Music Reviews

Godflesh

Hymns

Koch / Music For Nations

This one is such a welcome and joyous relief to me. Hymns couldn’t have been a more apropos title – an ecstatic release under stern spires of black marble and granite. Or maybe just like welcoming an old friend home – I’d given up on Godflesh after the singularly monolithic and tear-jerking Pure. Afraid that they would never be able to follow up such a perfect record and that Justin Broadrick himself had become too absorbed in reinventing dance music is his own skeletal image with projects like Techno Animal. I was right that side projects kept him busy, but I was so fucking wrong about Godflesh being relegated to the status of memory. Hymns sees Broadrick and bassist G.C. Green back in force, leaner and more rhythmic/addictive than ever before. Lockstep Maoist marches combined with dub hell funk. Or is that fuck?

I think some of this rejuvenation is down to the very welcome addition of ex-Prong/Swans percussionist Ted Parsons to the fold. Great to see him back in heavy music, and adding his minimal killer cyborg beats to the mix. The sound is tighter now, like hands around a throat, focused, so hateful and rough – nothing is wasted and no life is spared as the machines rush on, pumping out dire doomsday slogans. It’s the tensile precision of Green and Broadrick combined with Parson’s heart of darkness drums that really give the Godflesh sound a needle of adrenaline in the heart that it needed. A dirty needle, of course.

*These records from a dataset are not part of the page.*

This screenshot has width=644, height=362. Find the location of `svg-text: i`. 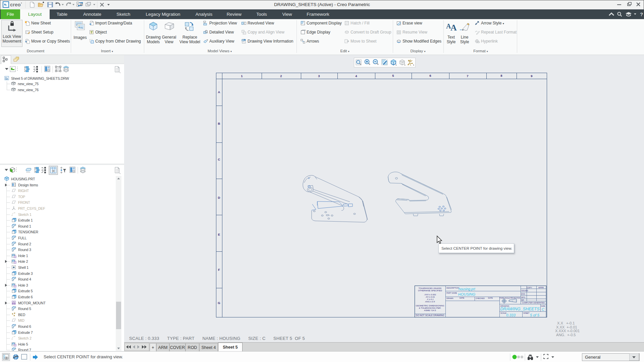

svg-text: i is located at coordinates (245, 40).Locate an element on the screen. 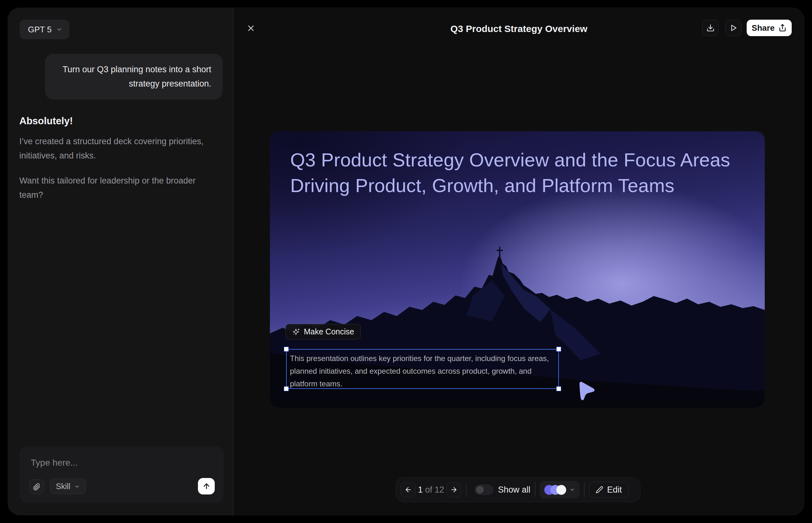  share-button: Share is located at coordinates (769, 28).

Godflesh 2001 sound totally bastard powerful and relevant again, just like the experimental dancehall days of Slavestate. A shotgun in the mouth of the zeitgeist. Nowhere more so than on monstrous drone waves of sound like “Anthem,” building up stern towers of long chord repetitions with no hope for relief. I always loved that about Godflesh, how they’d burrow deep within a riff, prodding and exploring, learning every facet and coloration hidden under the skin. And they’d lay it bare. Vocals are hoarsely shouted and roared in impatient tones, or in damaged angelic singsongs. Green’s bass underpins the sound, mimics Broadrick’s guitar lines like a particularly deliberate stalker. Hymns is so fucking powerful. A fever dream Swans meets smoked-out dub aesthetic, nestled uncomfortably against a dose of Prong’s amphetamine-popping broken funk.

Sorry gang, the copy I got sent was badly cracked, so I couldn’t get past track nine without being trapped in an eternal noise loop. Appropriate, though difficult to review. Fellow Godheads that I pestered into buying this assured me that every single track is incredible and essential for continued life and happiness. Who am I to argue?